Fifteen heavily armed Marines and PFs quickly left the fort, half-striding, half-trotting in their haste. Luong took point and coursed up the main trail. By the time he reached the front of My Hué Number 1, those behind him were strung out and breathing hard. Without slowing down, he jogged toward the back gate, the others coming on fast lest they miss out on the firefight. Fearing an ambush as the patrol was funneled through the gate, Luong veered off the trail and struck out across a paddy dike which connected with the dunes about three hundred yards away from the gate. This was a mix-up in Norwood’s instructions, and McGowan, well back in the column, broke from the dike and splashed through the rice shoots in an effort to catch and stop Luong.
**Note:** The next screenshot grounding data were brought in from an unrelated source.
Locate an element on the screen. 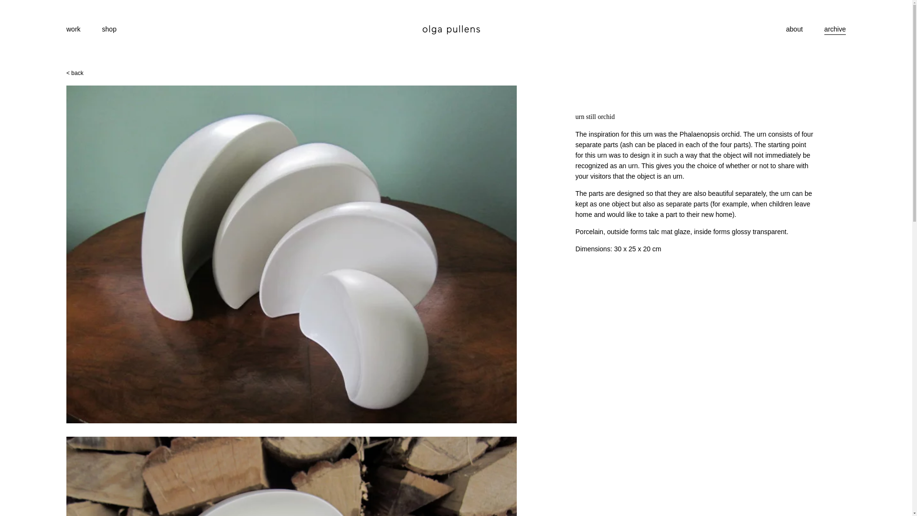  Shop is located at coordinates (109, 29). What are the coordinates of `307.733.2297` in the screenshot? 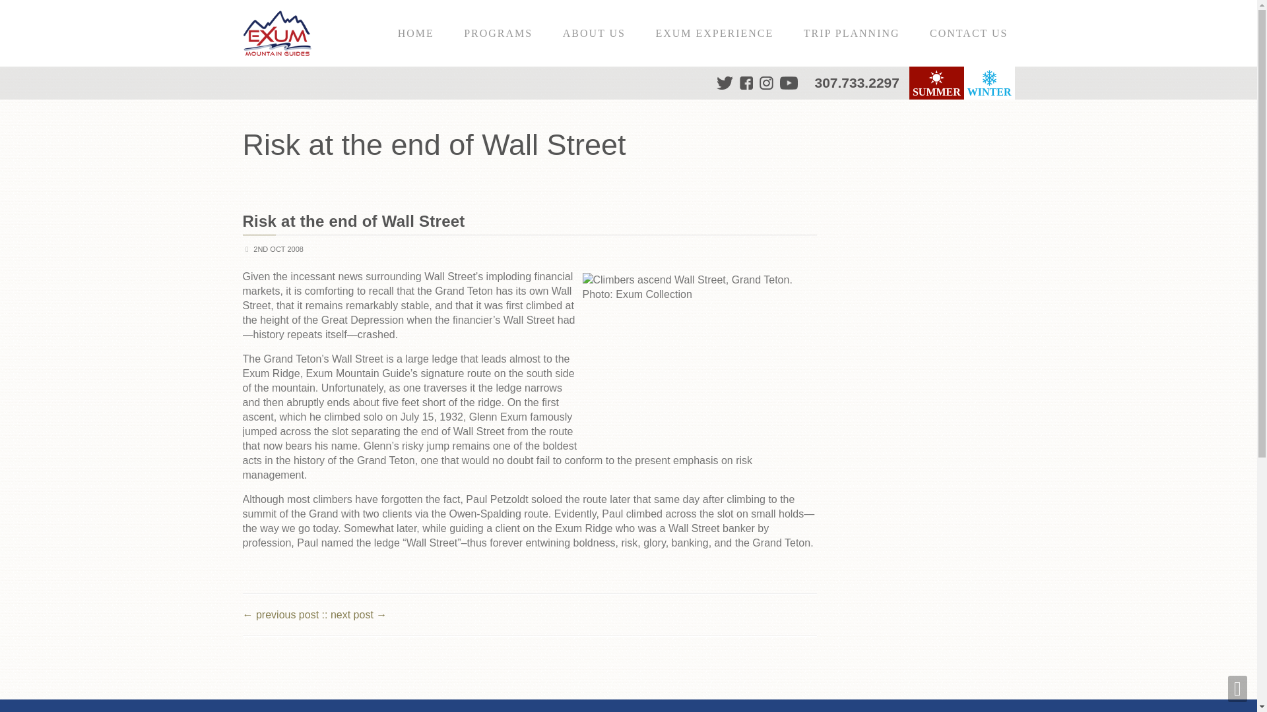 It's located at (856, 82).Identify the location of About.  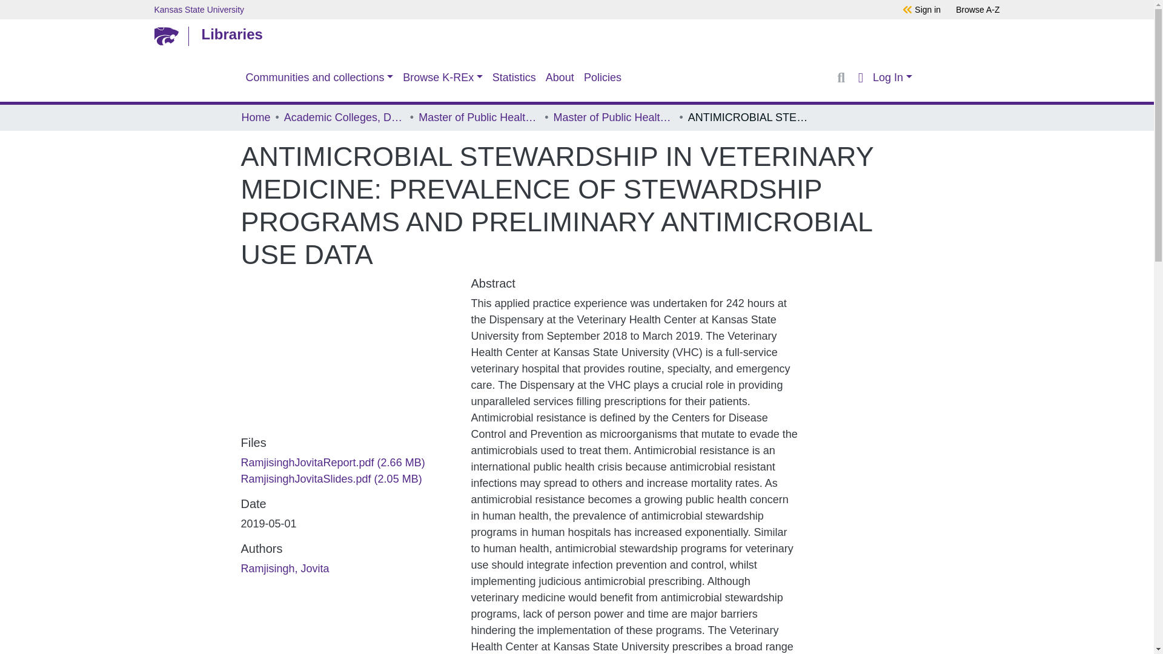
(560, 78).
He was too late. Crouched behind a scrub-topped dune, Norwood and Colucci heard the splashing and turned to see a line of dark figures running at them. Norwood raised up, yelled “Look out!,” jerked an off-balance burst in the direction of the line and followed Colucci over the top of the dune.
Directly in front of him, Luong had seen a man pop up and was already diving face first off the bank into the water when the rounds zipped by him. At the same time, with the instinct of practiced reaction, rifles all along the line were throwing full magazines against the empty dune. Colucci and Norwood thought they would soon be killed. Then they heard McGowan shouting orders.